Emotional exploits and pure pleasures

‘Resonant’ experiences in ancient Greek status rivalry

18.06.2024
18:30 - 20:00
DK Resonante Weltbeziehungen / Institut für Antike
HS 01.15

One way in which ‘resonant’ experiences can shape the relation between self and world is by creating hierarchy, separating as superior and inferior those who are capable of having such experiences and those who are not. An early analysis along such lines was offered by Thorstein Veblen’s A History of the Leisure Class (1899) who suggested that in ‘primitive’ societies an ideological line was drawn between the warrior elite whose lives were shaped by ‘exploit’ – exciting, important, dangerous, memorable and hence highly resonant activity – and a subordinate population confined to monotonous, insignificant ‘drudgery’. His point was not about the realities of their lives but about the warrior elite’s self-justifying claim that their lives and experiences were of a superior order of meaningfulness from those of their subordinates. Similarly, he argued, the leisured elites that succeeded them in 'civilised’ societies up to and including the nineteenth century laid claim to a whole range of significant, meaningful experiences, not least the ability to create and appreciate High Culture, to which the lower classes had no access – whether for lack of financial means or adequate education or, supposedly, for lack of innate intellectual and emotional capability.

In previous work, I have suggested that rivalry for superior status has been a fundamental dynamic for change in history, especially when the ‘losers’ in such competition seek to gain position by developing new ideas about what qualities or assets matter most in determining superiority (‘Rivalry in history: an introduction’, in N. Fisher and H. van Wees, eds., Competition in the Ancient World, 2011, 1-36). It seems helpful to extend this model by prominently including ‘resonant’ experiences alongside material assets and personal qualities among the objectives of status rivalry, and indeed as perhaps the most meaningful reward of such rivalry. Seen from this angle, some of the major cultural developments in ancient Greek society appear in a new light.

This lecture will explore two ways in which early Greek elites cultivated ‘resonant’ experiences as a means of defining their position in the world. The first way was by the intensification of emotions surrounding the experience of war and death in battle for high-status men, as reflected in Homeric epic and funerary rituals. Its counterpart was the denial of such resonance to the military experiences of low-status men. As a more egalitarian form of warfare developed, these emotive elements were played down and war was increasingly presented as merely a ‘risk’ and a matter of shared civic duty. A second way of cultivating exclusive resonance was by creating a lifestyle of ‘luxury’. Unlike the modern perception of luxury as an ostentatious display of wealth, the Greek concept of luxury focused on the range and intensity of sensual pleasures that wealth could afford, through intoxication, music, dance, scents, and sexual intimacy – all enjoyed by the elite to a degree that the less wealthy were unable to share. As this lifestyle became more widely affordable, the enjoyment of such pleasures was rejected as self-indulgent and the life of pleasure routinised and contained by self-discipline. The lecture will in conclusion briefly consider what rival forms of resonance in religious and civic life, if any, opposed and replaced the heightened experiences of war and luxury that set early Greek elites above others.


_Task goal_
Output all of the lines below exactly, and leave out each image.

Records for the task START

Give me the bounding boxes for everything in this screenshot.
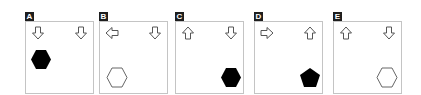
arrow-down-icon — [224, 26, 238, 40]
arrow-up-icon — [339, 26, 353, 40]
option-label: D — [254, 12, 263, 21]
option-label: A — [25, 12, 34, 21]
arrow-down-icon — [74, 26, 88, 40]
arrow-right-icon — [260, 26, 274, 40]
option-a[interactable]: A — [25, 12, 94, 92]
outline-hexagon-icon — [106, 67, 128, 88]
arrow-up-icon — [181, 26, 195, 40]
option-panel — [25, 21, 94, 94]
arrow-down-icon — [148, 26, 162, 40]
option-panel — [175, 21, 244, 94]
filled-pentagon-icon — [299, 67, 321, 88]
option-label: B — [99, 12, 108, 21]
option-b[interactable]: B — [99, 12, 168, 92]
option-e[interactable]: E — [333, 12, 402, 92]
option-panel — [99, 21, 168, 94]
arrow-left-icon — [105, 26, 119, 40]
option-label: C — [175, 12, 184, 21]
option-label: E — [333, 12, 342, 21]
option-d[interactable]: D — [254, 12, 323, 92]
filled-hexagon-icon — [30, 49, 52, 70]
arrow-down-icon — [382, 26, 396, 40]
filled-hexagon-icon — [220, 67, 242, 88]
option-panel — [254, 21, 323, 94]
option-c[interactable]: C — [175, 12, 244, 92]
option-panel — [333, 21, 402, 94]
arrow-down-icon — [31, 26, 45, 40]
arrow-up-icon — [303, 26, 317, 40]
outline-hexagon-icon — [376, 67, 398, 88]
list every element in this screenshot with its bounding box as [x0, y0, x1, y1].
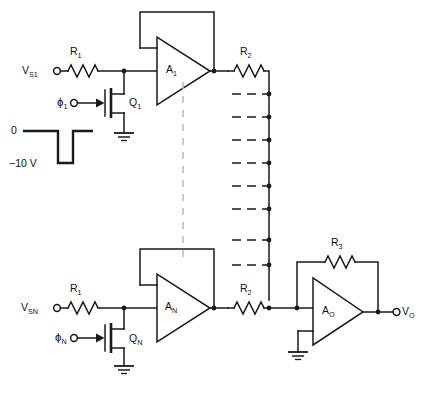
bus-tap-node-2 [267, 115, 272, 120]
vs1-terminal [54, 68, 61, 75]
resistor-r1-bottom-symbol [68, 302, 98, 314]
bus-tap-node-6 [267, 207, 272, 212]
circuit-diagram: VS1 R1 ϕ1 Q1 A1 R2 0 −10 V VSN R1 ϕN QN … [0, 0, 428, 395]
resistor-r3-symbol [325, 256, 355, 268]
bus-tap-rows [232, 92, 271, 268]
r1-bottom-label: R1 [70, 283, 82, 294]
vo-label: VO [402, 306, 415, 317]
phi1-label: ϕ1 [57, 97, 67, 109]
qn-label: QN [129, 333, 142, 344]
bus-tap-node-4 [267, 161, 272, 166]
bus-tap-node-7 [267, 238, 272, 243]
bus-tap-node-8 [267, 263, 272, 268]
r3-feedback-right-leg [355, 262, 378, 312]
waveform-high-label: 0 [11, 125, 17, 136]
vsn-terminal [54, 305, 61, 312]
r3-label: R3 [331, 237, 343, 248]
vo-terminal [393, 309, 400, 316]
bus-tap-node-1 [267, 92, 272, 97]
q1-label: Q1 [129, 97, 141, 108]
r1-top-label: R1 [70, 46, 82, 57]
resistor-r2-bottom-symbol [234, 302, 264, 314]
phin-label: ϕN [55, 332, 67, 344]
vsn-label: VSN [21, 302, 38, 313]
bus-tap-node-5 [267, 184, 272, 189]
a1-label: A1 [166, 64, 177, 75]
phi1-terminal [71, 100, 78, 107]
bus-tap-node-3 [267, 138, 272, 143]
a0-label: AO [322, 305, 335, 316]
waveform-low-label: −10 V [9, 158, 37, 169]
phin-arrowhead [96, 334, 105, 343]
resistor-r2-top-symbol [234, 65, 264, 77]
resistor-r1-top-symbol [68, 65, 98, 77]
vs1-label: VS1 [22, 65, 38, 76]
an-label: AN [165, 301, 177, 312]
opamp-a1-body [157, 37, 210, 105]
opamp-a0-body [313, 278, 363, 345]
r2-top-label: R2 [240, 46, 252, 57]
phin-terminal [71, 335, 78, 342]
r2-bottom-label: R2 [240, 283, 252, 294]
phi1-arrowhead [96, 99, 105, 108]
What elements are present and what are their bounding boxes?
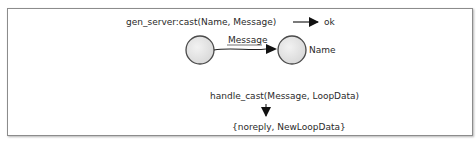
cast-result-text: ok: [324, 17, 336, 27]
client-process-node: [186, 36, 214, 64]
server-name-label: Name: [309, 45, 336, 55]
diagram-canvas: gen_server:cast(Name, Message) ok Messag…: [0, 0, 476, 141]
return-value-text: {noreply, NewLoopData}: [232, 122, 346, 132]
message-edge-line: [214, 49, 266, 50]
cast-call-text: gen_server:cast(Name, Message): [126, 17, 276, 27]
handle-cast-text: handle_cast(Message, LoopData): [210, 91, 359, 101]
server-process-node: [278, 36, 306, 64]
message-edge-label: Message: [228, 35, 268, 45]
message-arrowhead-icon: [266, 44, 277, 54]
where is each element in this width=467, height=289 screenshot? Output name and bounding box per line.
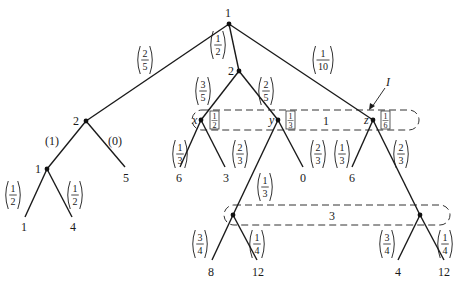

Records for the task END

_Output for this task_
Give me the bounding boxes for everything in this screenshot.
arrow-down-icon — [224, 26, 238, 40]
arrow-up-icon — [339, 26, 353, 40]
option-label: D — [254, 12, 263, 21]
option-label: A — [25, 12, 34, 21]
arrow-down-icon — [74, 26, 88, 40]
arrow-right-icon — [260, 26, 274, 40]
option-a[interactable]: A — [25, 12, 94, 92]
outline-hexagon-icon — [106, 67, 128, 88]
arrow-up-icon — [181, 26, 195, 40]
option-panel — [25, 21, 94, 94]
arrow-down-icon — [148, 26, 162, 40]
option-panel — [175, 21, 244, 94]
filled-pentagon-icon — [299, 67, 321, 88]
option-label: B — [99, 12, 108, 21]
option-b[interactable]: B — [99, 12, 168, 92]
option-e[interactable]: E — [333, 12, 402, 92]
option-panel — [99, 21, 168, 94]
arrow-left-icon — [105, 26, 119, 40]
option-label: C — [175, 12, 184, 21]
option-label: E — [333, 12, 342, 21]
option-d[interactable]: D — [254, 12, 323, 92]
filled-hexagon-icon — [30, 49, 52, 70]
arrow-down-icon — [382, 26, 396, 40]
filled-hexagon-icon — [220, 67, 242, 88]
option-panel — [254, 21, 323, 94]
option-c[interactable]: C — [175, 12, 244, 92]
option-panel — [333, 21, 402, 94]
arrow-down-icon — [31, 26, 45, 40]
arrow-up-icon — [303, 26, 317, 40]
outline-hexagon-icon — [376, 67, 398, 88]
list every element in this screenshot with its bounding box as [x0, y0, x1, y1].
bus-tap-node-2 [267, 115, 272, 120]
vs1-terminal [54, 68, 61, 75]
resistor-r1-bottom-symbol [68, 302, 98, 314]
bus-tap-node-6 [267, 207, 272, 212]
circuit-diagram: VS1 R1 ϕ1 Q1 A1 R2 0 −10 V VSN R1 ϕN QN … [0, 0, 428, 395]
resistor-r3-symbol [325, 256, 355, 268]
bus-tap-rows [232, 92, 271, 268]
r1-bottom-label: R1 [70, 283, 82, 294]
vo-label: VO [402, 306, 415, 317]
phi1-label: ϕ1 [57, 97, 67, 109]
qn-label: QN [129, 333, 142, 344]
bus-tap-node-4 [267, 161, 272, 166]
bus-tap-node-7 [267, 238, 272, 243]
bus-tap-node-8 [267, 263, 272, 268]
r3-feedback-right-leg [355, 262, 378, 312]
waveform-high-label: 0 [11, 125, 17, 136]
vsn-terminal [54, 305, 61, 312]
r3-label: R3 [331, 237, 343, 248]
vo-terminal [393, 309, 400, 316]
bus-tap-node-1 [267, 92, 272, 97]
q1-label: Q1 [129, 97, 141, 108]
r1-top-label: R1 [70, 46, 82, 57]
resistor-r2-bottom-symbol [234, 302, 264, 314]
phin-label: ϕN [55, 332, 67, 344]
vsn-label: VSN [21, 302, 38, 313]
bus-tap-node-5 [267, 184, 272, 189]
a1-label: A1 [166, 64, 177, 75]
phi1-terminal [71, 100, 78, 107]
bus-tap-node-3 [267, 138, 272, 143]
a0-label: AO [322, 305, 335, 316]
waveform-low-label: −10 V [9, 158, 37, 169]
phin-arrowhead [96, 334, 105, 343]
resistor-r2-top-symbol [234, 65, 264, 77]
resistor-r1-top-symbol [68, 65, 98, 77]
vs1-label: VS1 [22, 65, 38, 76]
an-label: AN [165, 301, 177, 312]
opamp-a1-body [157, 37, 210, 105]
opamp-a0-body [313, 278, 363, 345]
r2-top-label: R2 [240, 46, 252, 57]
phin-terminal [71, 335, 78, 342]
r2-bottom-label: R2 [240, 283, 252, 294]
phi1-arrowhead [96, 99, 105, 108]
What elements are present and what are their bounding boxes?
cast-result-text: ok: [324, 17, 336, 27]
client-process-node: [186, 36, 214, 64]
server-name-label: Name: [309, 45, 336, 55]
diagram-canvas: gen_server:cast(Name, Message) ok Messag…: [0, 0, 476, 141]
return-value-text: {noreply, NewLoopData}: [232, 122, 346, 132]
message-edge-line: [214, 49, 266, 50]
cast-call-text: gen_server:cast(Name, Message): [126, 17, 276, 27]
handle-cast-text: handle_cast(Message, LoopData): [210, 91, 359, 101]
server-process-node: [278, 36, 306, 64]
message-edge-label: Message: [228, 35, 268, 45]
message-arrowhead-icon: [266, 44, 277, 54]
where is each element in this width=467, height=289 screenshot? Output name and bounding box per line.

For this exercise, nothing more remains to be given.